Carlson suspects the Bowling surname came amongst the Christian Band of the Saponi in the 1730s while living in Amelia County. The well known Powhattan mixed-blood family had for generations operated a trading house at the Falls of the Appomattox.
Per Carlton, “Exactly when and how the treaty obligations stemming form the 1677 and subsequent agreements with the Saponi were abolished, ignored or forgotten by Virginia authorities is not known. After 1733 no mention of the colony recognizing any treaty obligations to the Saponi appears in Virginia records. Regardless, by at least 1738, the Christian Saponi were being treated as Individual Citizen Indians a opposed to the political entity of ‘Tributary Indians’.
Carlton says . . . in 1743 the Christian Saponi went south to live near Catawba lands, however by in 174 5they were back in Virginia, in Louisa County, near to their former lands in Orange County (p 111), in the mountains south of Rapidan Station. The Christian Saponi would reside in the area for some time and would be noted as “Nassayn” (Saponi for ‘the People’) on 1749-1750 era maps.[285] Names listed living in this area are Sam and William Collins, along men named George and Thomas Gibson, Sam Bunch, Ben Branham, and a few others were charged with by Louisa County court of ‘concealing tithables’. . . . [286]
On page 112, “The likely source for the charge . . . was Virginia law that stipulated that, in addition to all adult males,all Indian, Negro and Mulatto women over 16 years of age were also tithable, unlike white women of the same age. . .The Christian Saponi may have felt they should be free from taxation a rightful heirs of the Tributary Nation. But as far as the Virginia government was concerned, ‘tributary status no longer applied. This being the case, they would now have to be subject to the Virginia Act of May 1723. The act stipulated that ‘all free Negroes, mulattos, Indians, (except tributary Indians to this government) male and female, above 16 years, and all wives of such Negroes, mulattos, or Indians (except Indians tributary to this government) shall be accounted tithable. . . . Social and economic barriers based on race labels would become a greater concern for these Christian Indians now that they had lost their political status as tributary Indians. [287]
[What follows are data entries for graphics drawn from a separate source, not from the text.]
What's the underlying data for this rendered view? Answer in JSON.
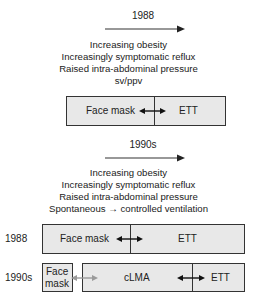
{
  "section_1988": {
    "title": "1988",
    "factors": [
      "Increasing obesity",
      "Increasingly symptomatic reflux",
      "Raised intra-abdominal pressure",
      "sv/ppv"
    ],
    "box": {
      "left": "Face mask",
      "right": "ETT"
    }
  },
  "section_1990s": {
    "title": "1990s",
    "factors": [
      "Increasing obesity",
      "Increasingly symptomatic reflux",
      "Raised intra-abdominal pressure",
      "Spontaneous → controlled ventilation"
    ]
  },
  "comparison": {
    "row_1988": {
      "label": "1988",
      "left": "Face mask",
      "right": "ETT"
    },
    "row_1990s": {
      "label": "1990s",
      "small_box": "Face mask",
      "small_box_line1": "Face",
      "small_box_line2": "mask",
      "middle": "cLMA",
      "right": "ETT"
    }
  },
  "colors": {
    "box_fill": "#e8e8e8",
    "border": "#333333",
    "arrow_dark": "#111111",
    "arrow_light": "#9a9a9a"
  }
}
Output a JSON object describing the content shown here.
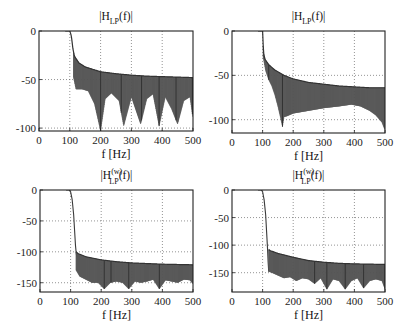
{
  "figure": {
    "colors": {
      "curve": "#3a3a3a",
      "fill": "#555555",
      "grid": "#666666",
      "axis": "#222222"
    }
  },
  "chart_data": [
    {
      "type": "line",
      "title": "|H_LP(f)|",
      "title_main": "|H",
      "title_sub": "LP",
      "title_sup": "",
      "title_tail": "(f)|",
      "xlabel": "f [Hz]",
      "ylabel": "",
      "xlim": [
        0,
        500
      ],
      "ylim": [
        -103,
        0
      ],
      "xticks": [
        0,
        100,
        200,
        300,
        400,
        500
      ],
      "yticks": [
        0,
        -50,
        -100
      ],
      "grid": true,
      "box": {
        "x0": 39,
        "x1": 193,
        "y0": 31,
        "y1": 131
      },
      "passband_edge": 100,
      "stopband_start": 112,
      "envelope_upper": {
        "x": [
          100,
          105,
          110,
          115,
          130,
          150,
          200,
          250,
          300,
          350,
          400,
          450,
          500
        ],
        "y": [
          0,
          -5,
          -18,
          -26,
          -33,
          -37,
          -42,
          -44,
          -45.5,
          -46.5,
          -47,
          -47.5,
          -48
        ]
      },
      "envelope_lower": {
        "x": [
          112,
          120,
          140,
          160,
          180,
          200,
          215,
          235,
          260,
          275,
          300,
          330,
          350,
          370,
          390,
          410,
          430,
          450,
          470,
          490,
          500
        ],
        "y": [
          -48,
          -60,
          -60,
          -62,
          -75,
          -103,
          -70,
          -64,
          -72,
          -98,
          -68,
          -96,
          -70,
          -65,
          -98,
          -68,
          -80,
          -96,
          -72,
          -68,
          -90
        ]
      },
      "notches": [
        200,
        267,
        333,
        390,
        445,
        498
      ]
    },
    {
      "type": "line",
      "title": "|H_LP(f)|",
      "title_main": "|H",
      "title_sub": "LP",
      "title_sup": "",
      "title_tail": "(f)|",
      "xlabel": "f [Hz]",
      "ylabel": "",
      "xlim": [
        0,
        500
      ],
      "ylim": [
        -115,
        0
      ],
      "xticks": [
        0,
        100,
        200,
        300,
        400,
        500
      ],
      "yticks": [
        0,
        -50,
        -100
      ],
      "grid": true,
      "box": {
        "x0": 232,
        "x1": 385,
        "y0": 31,
        "y1": 133
      },
      "passband_edge": 100,
      "stopband_start": 102,
      "envelope_upper": {
        "x": [
          100,
          103,
          108,
          120,
          140,
          170,
          200,
          250,
          300,
          350,
          400,
          450,
          500
        ],
        "y": [
          0,
          -25,
          -32,
          -38,
          -44,
          -50,
          -54,
          -58,
          -60,
          -62,
          -63,
          -64,
          -64
        ]
      },
      "envelope_lower": {
        "x": [
          102,
          110,
          120,
          130,
          140,
          150,
          160,
          165,
          170,
          180,
          200,
          250,
          300,
          350,
          390,
          420,
          450,
          470,
          490,
          500
        ],
        "y": [
          -30,
          -45,
          -55,
          -62,
          -72,
          -85,
          -100,
          -108,
          -97,
          -96,
          -93,
          -90,
          -87,
          -85,
          -83,
          -85,
          -90,
          -95,
          -103,
          -112
        ]
      },
      "notches": [
        120,
        165
      ]
    },
    {
      "type": "line",
      "title": "|H_LP^(w)(f)|",
      "title_main": "|H",
      "title_sub": "LP",
      "title_sup": "(w)",
      "title_tail": "(f)|",
      "xlabel": "f [Hz]",
      "ylabel": "",
      "xlim": [
        0,
        500
      ],
      "ylim": [
        -165,
        0
      ],
      "xticks": [
        0,
        100,
        200,
        300,
        400,
        500
      ],
      "yticks": [
        0,
        -50,
        -100,
        -150
      ],
      "grid": true,
      "box": {
        "x0": 40,
        "x1": 193,
        "y0": 190,
        "y1": 292
      },
      "passband_edge": 100,
      "transition": {
        "x": [
          90,
          95,
          100,
          105,
          110,
          113,
          116,
          118,
          120
        ],
        "y": [
          0,
          0,
          -3,
          -15,
          -40,
          -65,
          -90,
          -100,
          -108
        ]
      },
      "stopband_start": 118,
      "envelope_upper": {
        "x": [
          118,
          125,
          150,
          200,
          250,
          300,
          350,
          400,
          450,
          500
        ],
        "y": [
          -100,
          -103,
          -108,
          -113,
          -116,
          -118,
          -119,
          -120,
          -120.5,
          -121
        ]
      },
      "envelope_lower": {
        "x": [
          118,
          130,
          150,
          170,
          190,
          210,
          230,
          250,
          270,
          290,
          310,
          330,
          350,
          370,
          390,
          410,
          430,
          450,
          470,
          490,
          500
        ],
        "y": [
          -130,
          -140,
          -145,
          -150,
          -150,
          -160,
          -150,
          -148,
          -150,
          -160,
          -148,
          -150,
          -148,
          -145,
          -160,
          -146,
          -148,
          -150,
          -145,
          -146,
          -152
        ]
      },
      "notches": [
        210,
        232,
        290,
        390
      ]
    },
    {
      "type": "line",
      "title": "|H_LP^(w)(f)|",
      "title_main": "|H",
      "title_sub": "LP",
      "title_sup": "(w)",
      "title_tail": "(f)|",
      "xlabel": "f [Hz]",
      "ylabel": "",
      "xlim": [
        0,
        500
      ],
      "ylim": [
        -185,
        0
      ],
      "xticks": [
        0,
        100,
        200,
        300,
        400,
        500
      ],
      "yticks": [
        0,
        -50,
        -100,
        -150
      ],
      "grid": true,
      "box": {
        "x0": 232,
        "x1": 385,
        "y0": 190,
        "y1": 292
      },
      "passband_edge": 100,
      "transition": {
        "x": [
          90,
          95,
          100,
          105,
          110,
          113,
          116,
          118,
          120
        ],
        "y": [
          0,
          0,
          -3,
          -18,
          -45,
          -75,
          -105,
          -130,
          -148
        ]
      },
      "stopband_start": 120,
      "envelope_upper": {
        "x": [
          120,
          125,
          150,
          200,
          250,
          300,
          350,
          400,
          450,
          500
        ],
        "y": [
          -108,
          -110,
          -115,
          -122,
          -128,
          -131,
          -133,
          -134,
          -134.5,
          -135
        ]
      },
      "envelope_lower": {
        "x": [
          120,
          130,
          150,
          170,
          190,
          210,
          230,
          250,
          270,
          290,
          310,
          330,
          350,
          370,
          390,
          410,
          430,
          450,
          470,
          490,
          500
        ],
        "y": [
          -148,
          -150,
          -155,
          -160,
          -158,
          -165,
          -160,
          -162,
          -170,
          -160,
          -180,
          -162,
          -165,
          -180,
          -165,
          -160,
          -178,
          -165,
          -162,
          -165,
          -180
        ]
      },
      "notches": [
        270,
        310,
        370,
        430,
        500
      ]
    }
  ]
}
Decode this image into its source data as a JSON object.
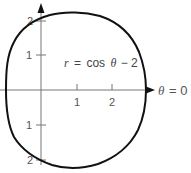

We have followed the documentation of the Saponi Indians from 1729-1743. The presense amongst them of a "Charley Griffen" ties them back to old Fort Christanna, and the teacher Reverend Griffin. Once they left Christanna, they lived for a time with the Catawba, and for a time with former Governor Spotswood. They wondered, like the Hebrew of old, in search of new homes, with tribal unity disappearing, as a few remote families are gradually being absorbed into the frontier lifestyles of their white neighbors. In 1743 families again started to return to the Catawba. They simply didn't know where to go or what to do. The next section covers the timeframe when these Christian Saponi Indians became known more commonly a "Melungeons."